Research from Charles Sturt University shows climate change and extreme weather events are influencing people’s decisions about where to move in the year ahead. The survey shows Tasmania is strongly preferred by two in five Australians (41 per cent) as the safest state or territory to live in as the climate changes. “Contrary to images of off-grid, self‑sufficient farms, most Australians believe living in existing towns and cities will be safest as the planet warms,” Professor of Public Ethics Clive Hamilton said.
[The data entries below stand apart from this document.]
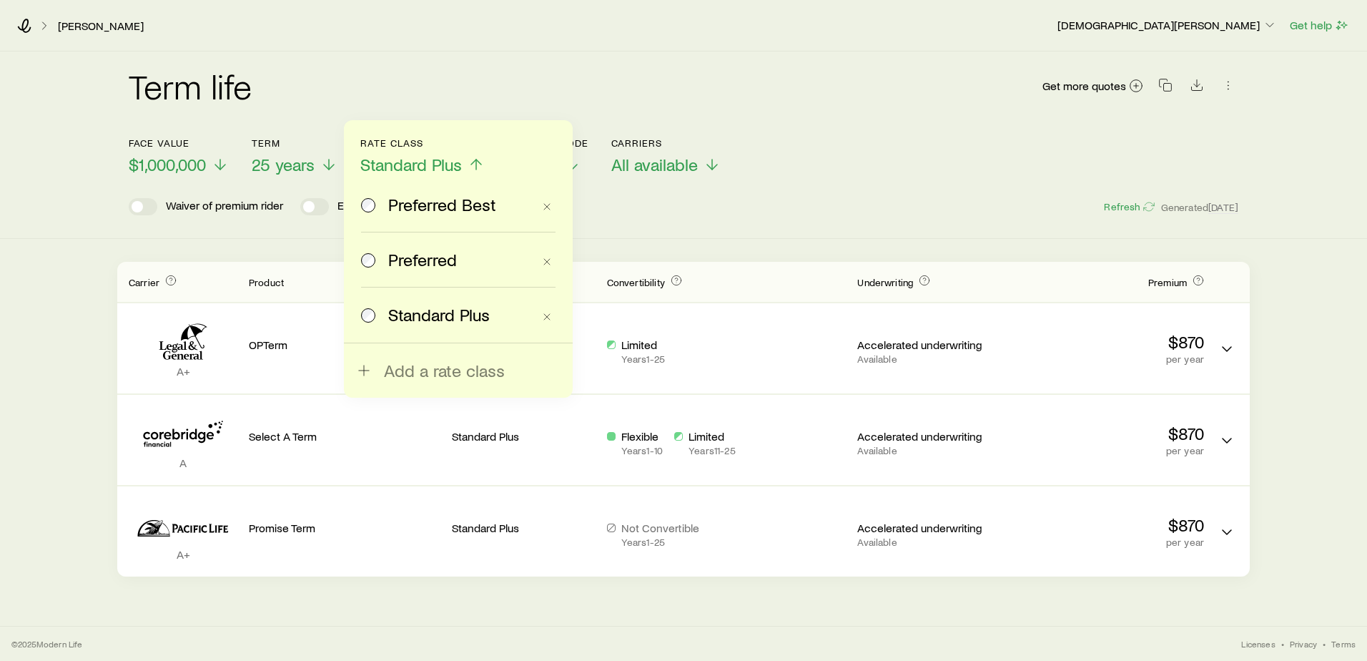 The height and width of the screenshot is (661, 1367). What do you see at coordinates (1344, 644) in the screenshot?
I see `a: Terms` at bounding box center [1344, 644].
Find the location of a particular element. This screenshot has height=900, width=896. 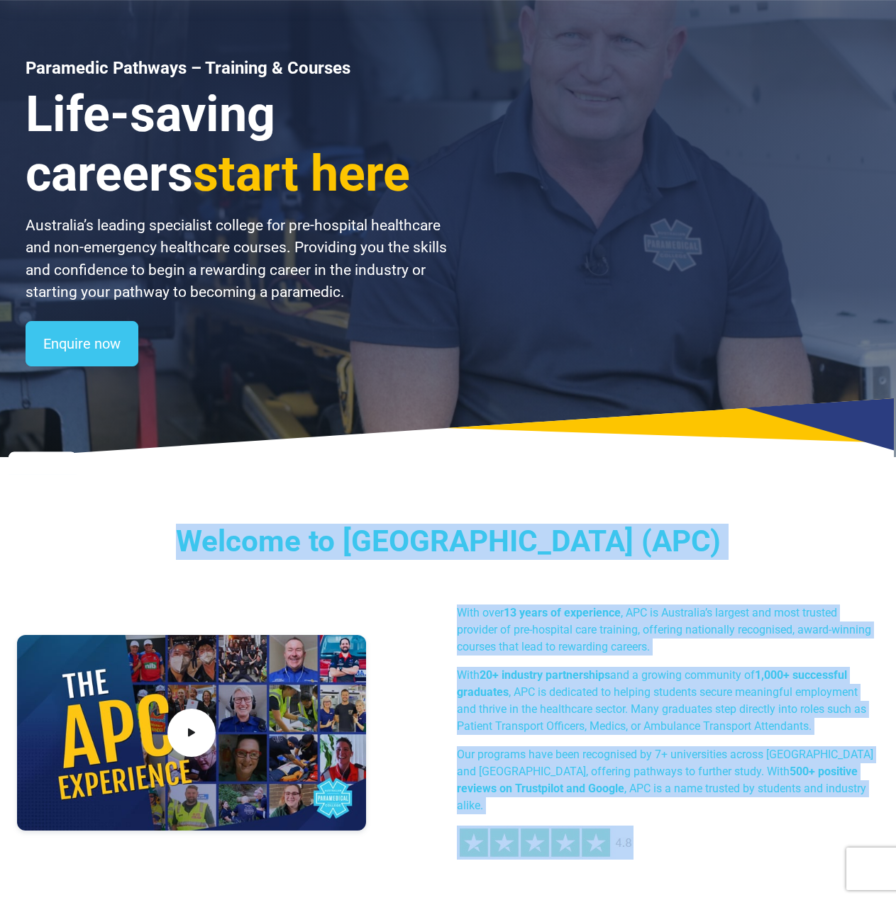

p: With over , APC is Australia’s largest and most trusted provider of pre-hospital care training, o... is located at coordinates (668, 630).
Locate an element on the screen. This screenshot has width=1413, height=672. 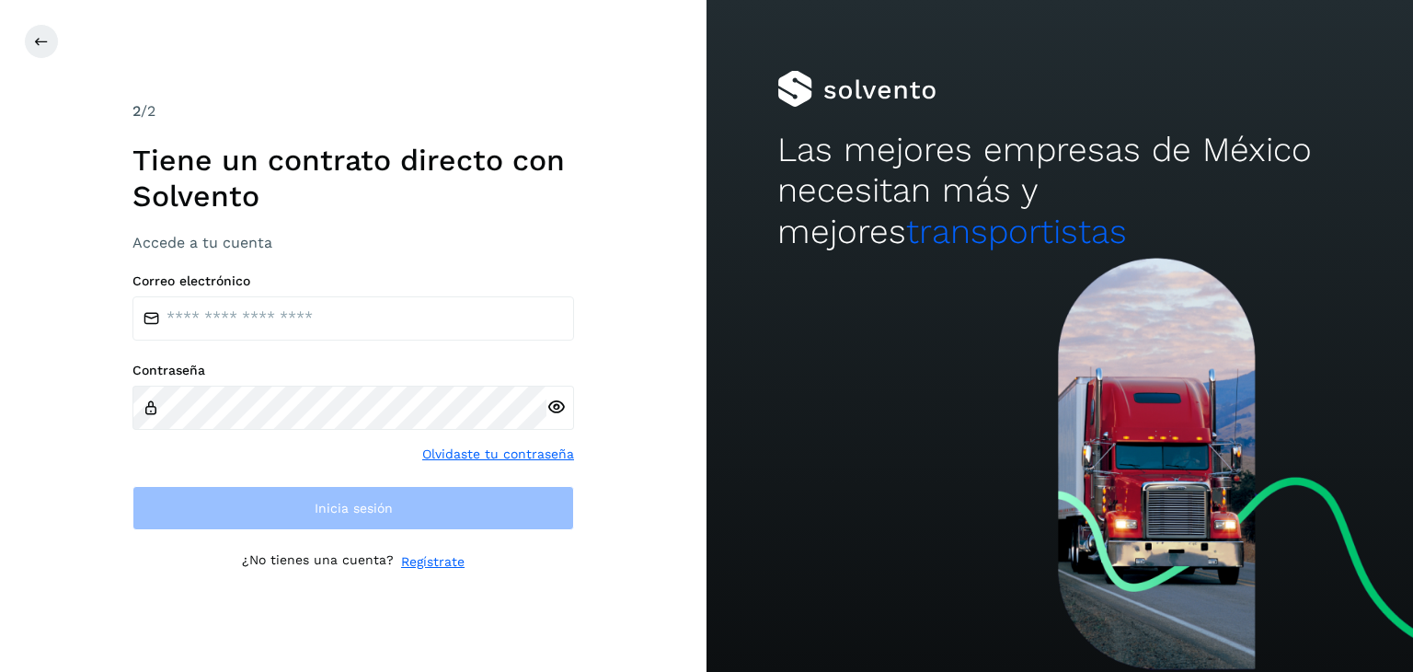
span: Inicia sesión is located at coordinates (353, 508).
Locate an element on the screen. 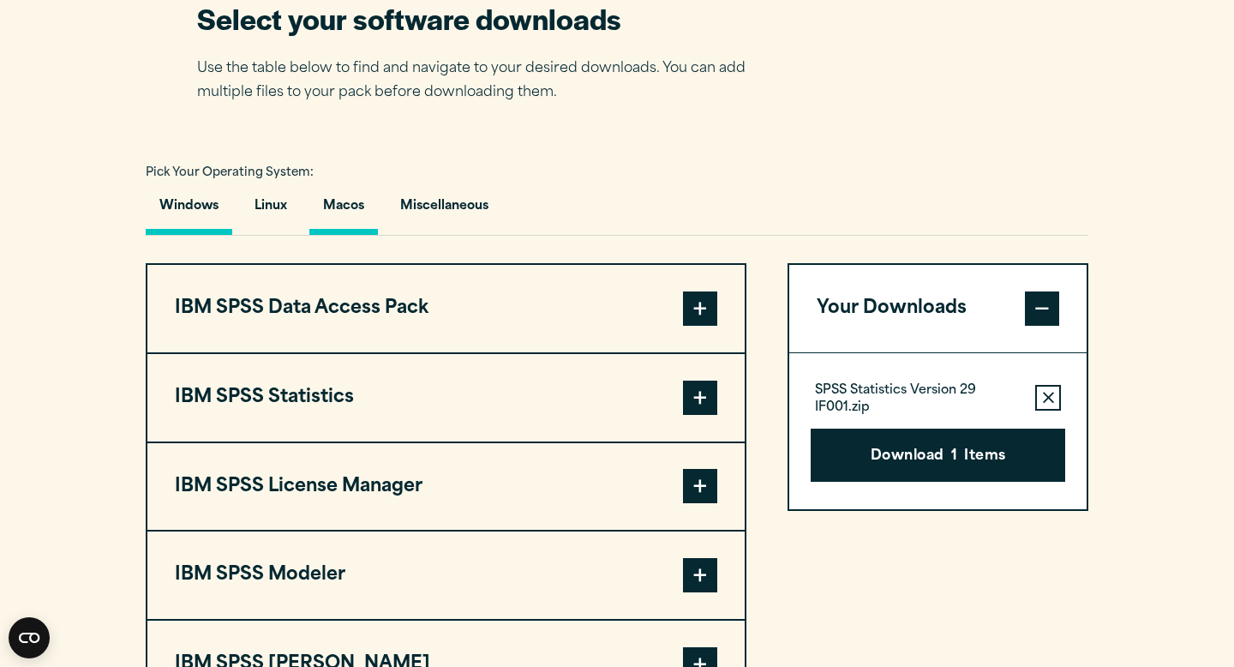 The height and width of the screenshot is (667, 1234). button: IBM SPSS Statistics is located at coordinates (446, 398).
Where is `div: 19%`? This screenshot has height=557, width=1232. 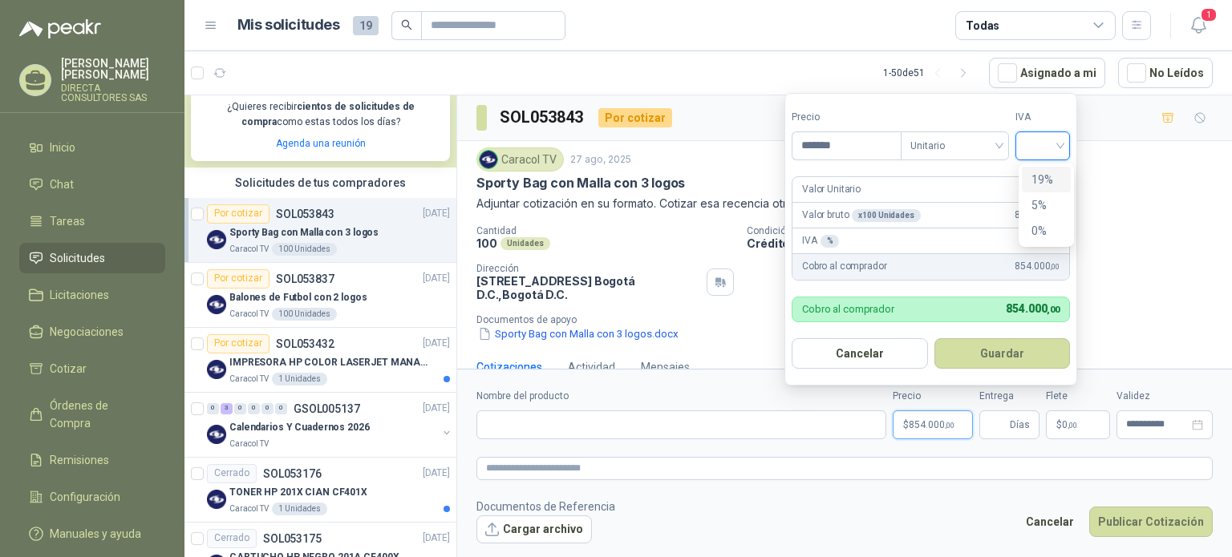
div: 19% is located at coordinates (1046, 180).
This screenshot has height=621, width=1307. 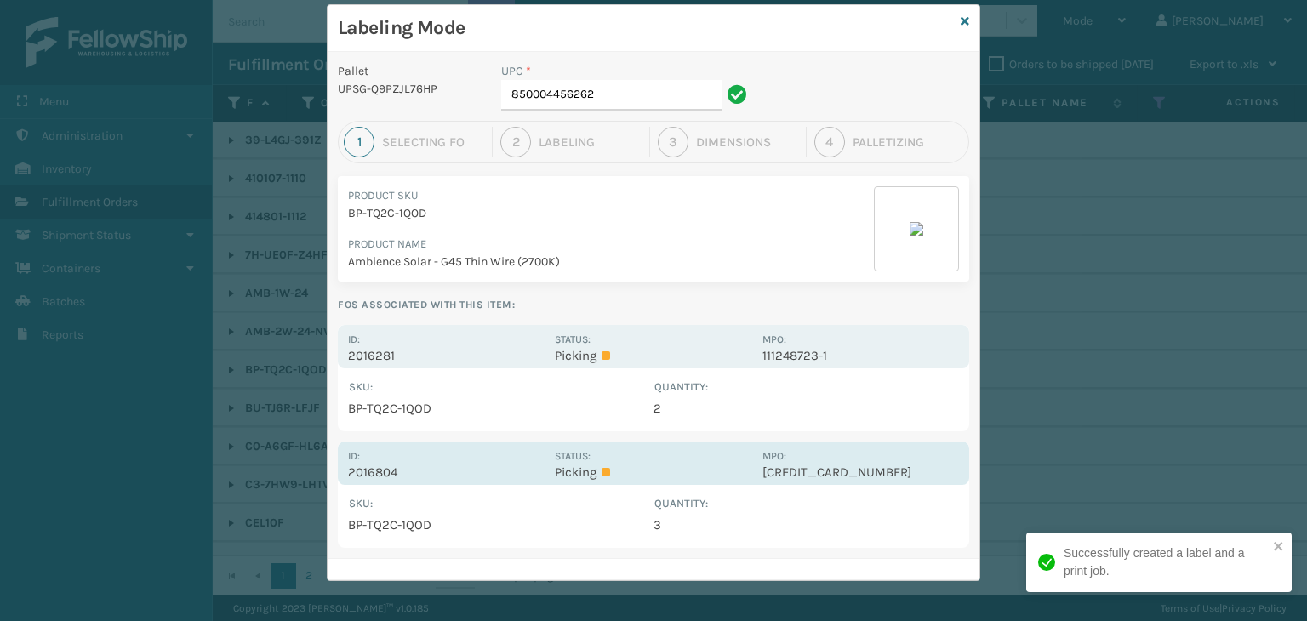 I want to click on td: 2, so click(x=806, y=408).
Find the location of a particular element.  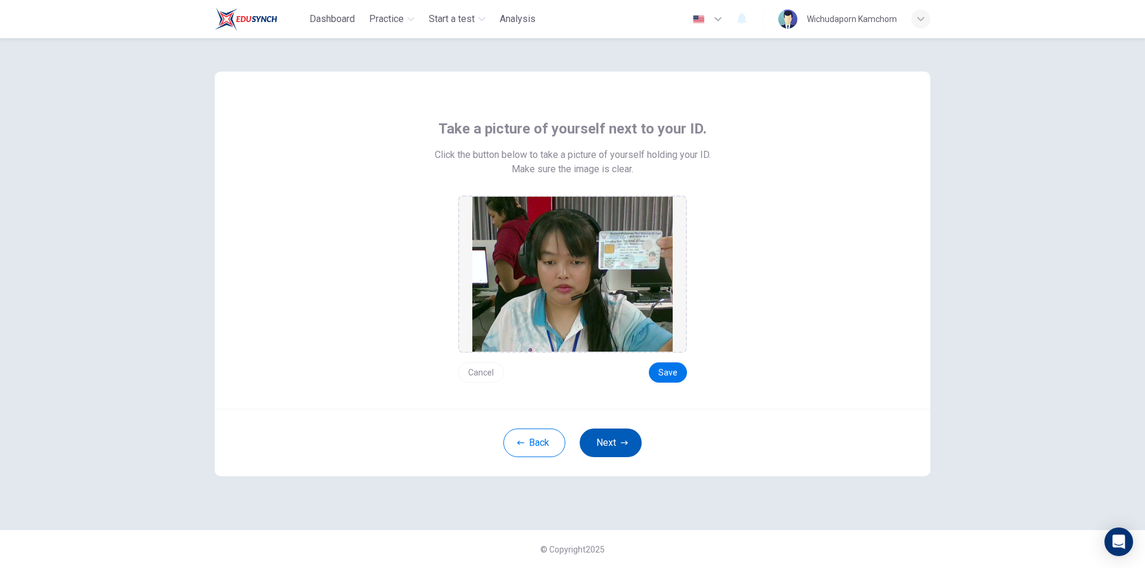

a: Analysis is located at coordinates (518, 19).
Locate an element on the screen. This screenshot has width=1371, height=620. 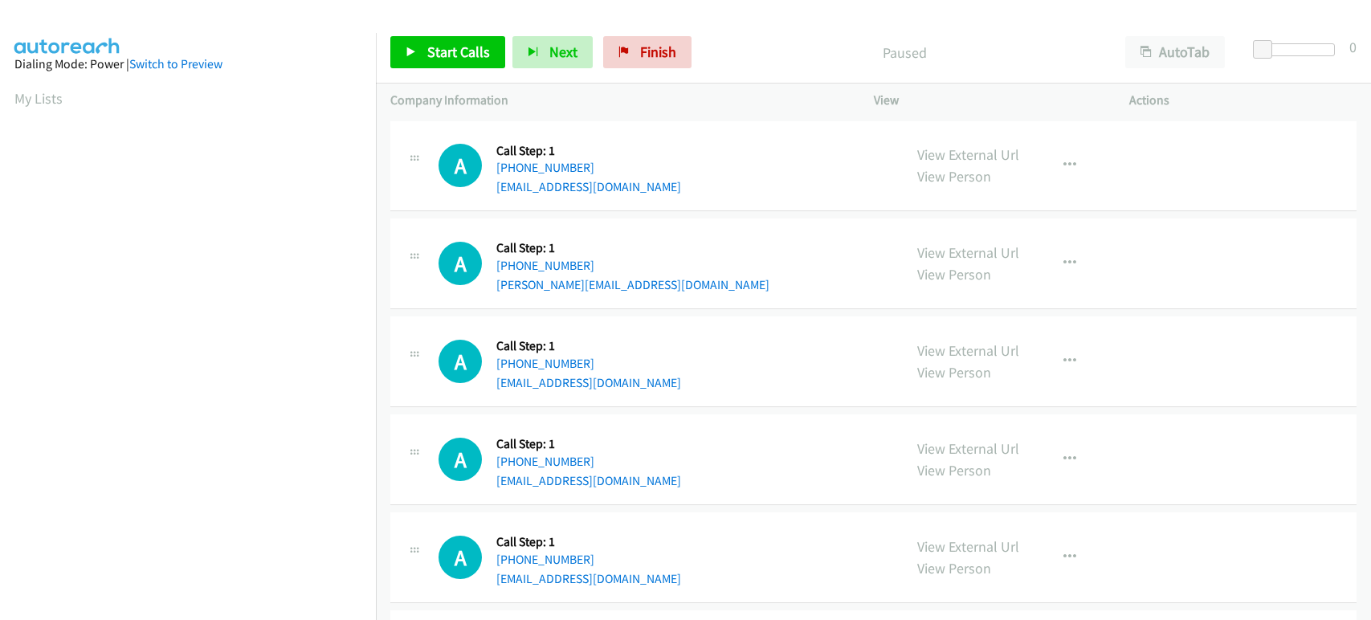
div: Delay between calls (in seconds) is located at coordinates (1298, 50).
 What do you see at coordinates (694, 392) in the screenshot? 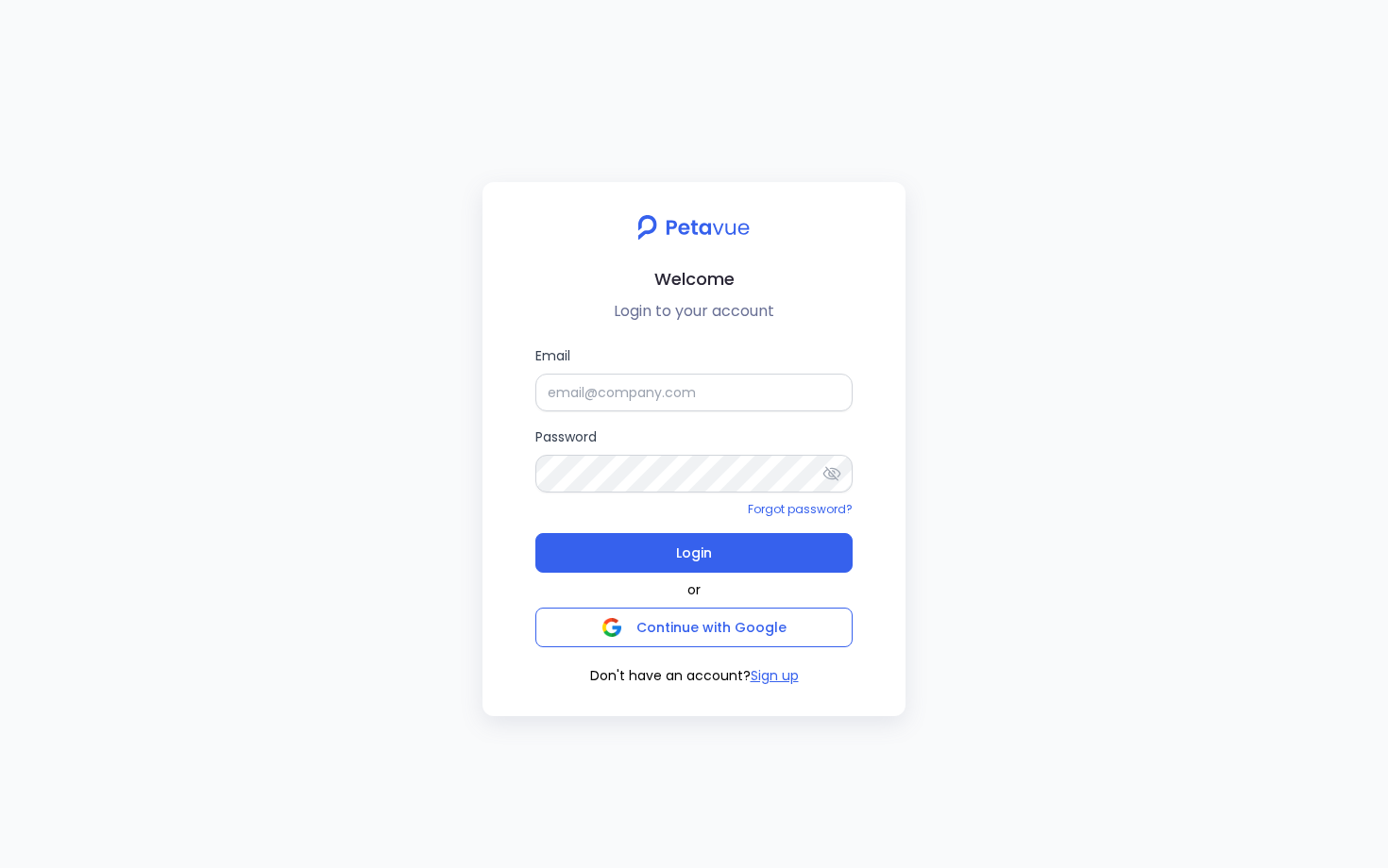
I see `input: Email` at bounding box center [694, 392].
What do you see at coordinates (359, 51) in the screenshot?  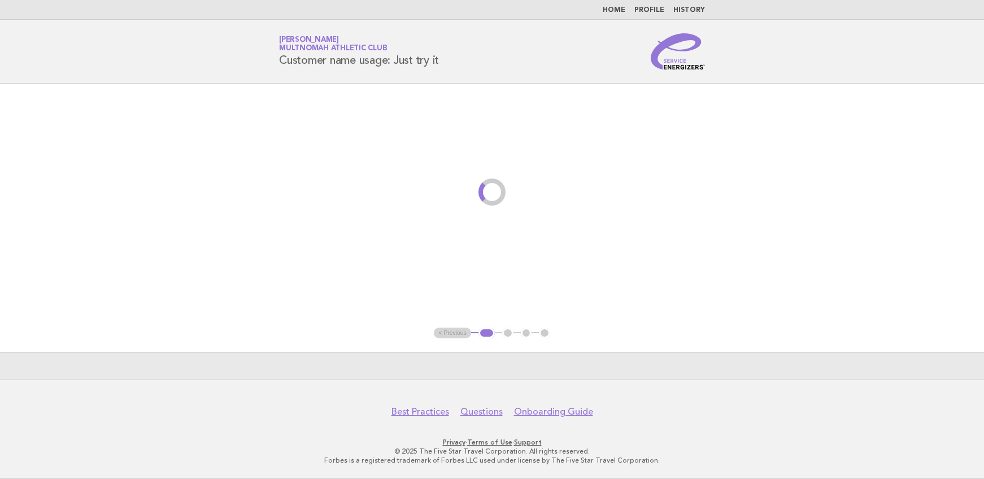 I see `h1: Customer name usage: Just try it` at bounding box center [359, 51].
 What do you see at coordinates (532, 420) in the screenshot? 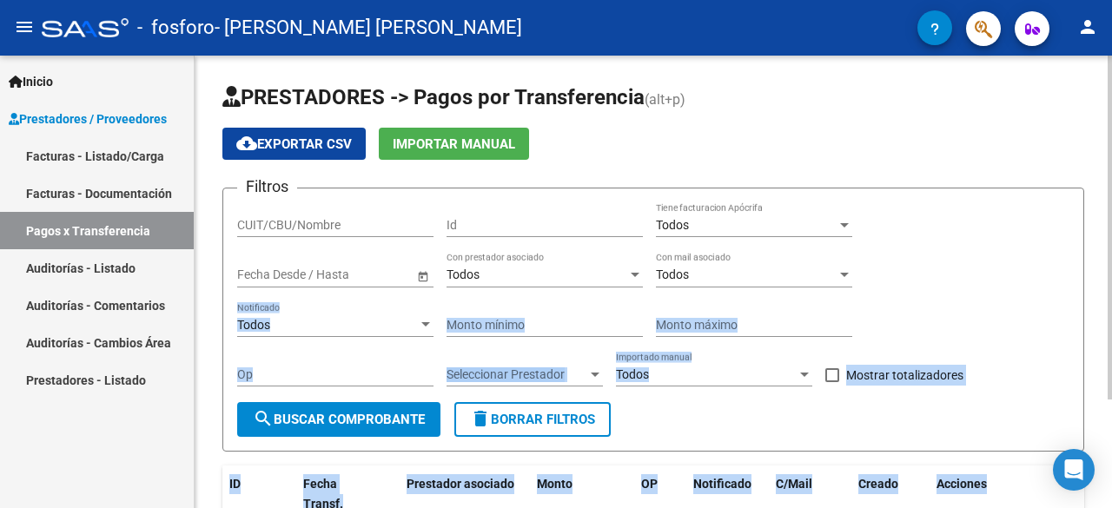
I see `button: Borrar Filtros` at bounding box center [532, 420].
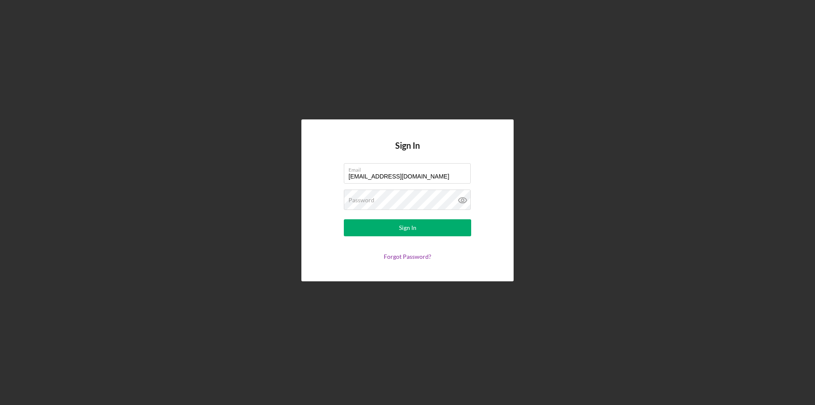 This screenshot has width=815, height=405. I want to click on a: Forgot Password?, so click(408, 256).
A Climate Resource analysis of coal demand in Australia’s key markets indicates that by 2035, thermal coal exports could fall by 64% or more, and metallurgical coal exports could drop by 28% or more. Australia’s own 2035 thermal coal use is projected to be 86-93% lower. Australia is urged to cease approval of new coal projects, better support exposed regions with transition plans and new industries, and develop a coal phase-out roadmap aligned with Paris targets with thermal and metallurgical coal requiring distinct phase-out strategies based on their market dynamics and regional export profiles.


People

Plico appointed Alan Reid as Chief Operating Officer to drive a national expansion.


Research

Springer Nature has launched a new journal, Watt, for research “bridging academia, industry, economics, and policy with the aim of accelerating the energy transition”. The journal’s Executive Editor-in-Chief will be Rose Zhu, 21C Innovation Laboratory-Hong Kong Research Institute, China.


Random

US startup Overview Energy said it had successfully demonstrated a key technology for its plans to transmit power from space to the Earth using lasers. (Space News)

What's On

December 9, Sydney and December 11, Melbourne
Energy Tetris

The Energy’s first live event will feature Quinbrook CEO Brian Restall, Energy Security Corporation CEO Paul Peters, Southerly Ten Chief Development Officer Erin Coldham, Hydro Tasmania Chairman Richard Bolt, Westwind Managing Director Tobias Geiger, Atmos Renewables GM of Development Allison Hawke, RWE Renewables APAC Head of Regulatory Affairs Matthew Dickie, ASL GM System Planning & Financial Markets, Melanie Koerner, UNSW Associate Professor Iain MacGill and Senior Research Associate Dylan McConnell and Energy Edge MD Josh Stabler.


December 15
AEMC Public Forum: The pricing review

The Australian Energy Market Commission will host an online forum on its draft recommendations for the pricing review.


December 17
AER Public Forum: AusNet Transmission Revenue Proposal 2027-32

The Australian Energy Regulator will host an online public forum for stakeholders to ask questions about AusNet's 2027-32 transmission revenue proposal.

The Energy

The Energy is dedicated to covering the business of energy and in particular the people, capital, projects and emerging technology behind the energy transition.